Train travel costs are the UK’s Achilles heel and must be equalised for COVID-19 recovery.

High UK train travel costs have long been a driver of inequality. The result is regional variations in access to work and educational opportunities. This challenge will reassert itself and stifle economic recovery as we progress toward life with the pandemic under control in the months ahead.

The pandemic has seen workers and students avoiding public transport and working from home. As they contemplate returning to offices and universities, the resumption of meeting high travel costs, for a significant proportion, makes pursuit of work and study unviable, resulting in deepening inequality.

Example: A specialist nurse living in Southampton, wishing to commute by train to a London hospital, would currently pay £6200/year for travel, approximately 20% of take-home pay. They are likely to decide that working where their skills are most needed, is not viable. The same nurse might contemplate moving to London but property prices in London are well over 200% higher than in Southampton. Again, they are likely to decide that living in London is not viable.

The same problem applies for most workers in the UK earning average salaries. It applies to those seeking education far from home who cannot afford to move but wish to access learning to improve prospects.

High travel costs within and between UK regions disincentive travel for work and study. The consequence is ever increasing property prices in city centres which exclude the lower paid. These centres of prosperity persistently diverge from regional locations where workers and students cannot access the work and study which would benefit themselves and the economy.

This challenge requires a nation-wide approach to eradicate endemic obstacles to travel, which inhibit innovation & growth, and currently mean that the government’s strategy of “levelling up” is destined to fail as the country works to recover from the effects of COVID-19.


**PROBLEM REQUIREMENTS**:
Output all the entries below. Each must match exactly.

**DATASET ENTRIES**:
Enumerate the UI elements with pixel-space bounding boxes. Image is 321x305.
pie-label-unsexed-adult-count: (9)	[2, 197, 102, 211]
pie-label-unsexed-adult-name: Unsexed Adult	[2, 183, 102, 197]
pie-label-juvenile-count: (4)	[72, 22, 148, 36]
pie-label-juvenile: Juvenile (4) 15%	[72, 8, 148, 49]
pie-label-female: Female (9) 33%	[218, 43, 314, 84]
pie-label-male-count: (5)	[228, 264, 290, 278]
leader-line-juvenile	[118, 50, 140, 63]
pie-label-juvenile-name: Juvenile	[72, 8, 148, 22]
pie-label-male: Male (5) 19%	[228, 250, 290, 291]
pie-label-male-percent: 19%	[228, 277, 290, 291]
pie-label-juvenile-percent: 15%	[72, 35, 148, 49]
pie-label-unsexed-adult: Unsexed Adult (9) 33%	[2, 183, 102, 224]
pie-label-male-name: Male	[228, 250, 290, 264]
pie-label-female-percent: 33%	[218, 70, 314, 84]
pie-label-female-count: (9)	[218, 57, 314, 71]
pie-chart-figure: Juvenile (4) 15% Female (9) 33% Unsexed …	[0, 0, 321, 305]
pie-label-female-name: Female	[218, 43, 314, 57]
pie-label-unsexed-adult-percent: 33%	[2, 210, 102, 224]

**TASK OUTPUT**:
Enumerate the UI elements with pixel-space bounding boxes. Image is 321x305.
pie-label-unsexed-adult-count: (9)	[2, 197, 102, 211]
pie-label-unsexed-adult-name: Unsexed Adult	[2, 183, 102, 197]
pie-label-juvenile-count: (4)	[72, 22, 148, 36]
pie-label-juvenile: Juvenile (4) 15%	[72, 8, 148, 49]
pie-label-female: Female (9) 33%	[218, 43, 314, 84]
pie-label-male-count: (5)	[228, 264, 290, 278]
leader-line-juvenile	[118, 50, 140, 63]
pie-label-juvenile-name: Juvenile	[72, 8, 148, 22]
pie-label-male: Male (5) 19%	[228, 250, 290, 291]
pie-label-male-percent: 19%	[228, 277, 290, 291]
pie-label-juvenile-percent: 15%	[72, 35, 148, 49]
pie-label-unsexed-adult: Unsexed Adult (9) 33%	[2, 183, 102, 224]
pie-label-male-name: Male	[228, 250, 290, 264]
pie-label-female-percent: 33%	[218, 70, 314, 84]
pie-label-female-count: (9)	[218, 57, 314, 71]
pie-chart-figure: Juvenile (4) 15% Female (9) 33% Unsexed …	[0, 0, 321, 305]
pie-label-female-name: Female	[218, 43, 314, 57]
pie-label-unsexed-adult-percent: 33%	[2, 210, 102, 224]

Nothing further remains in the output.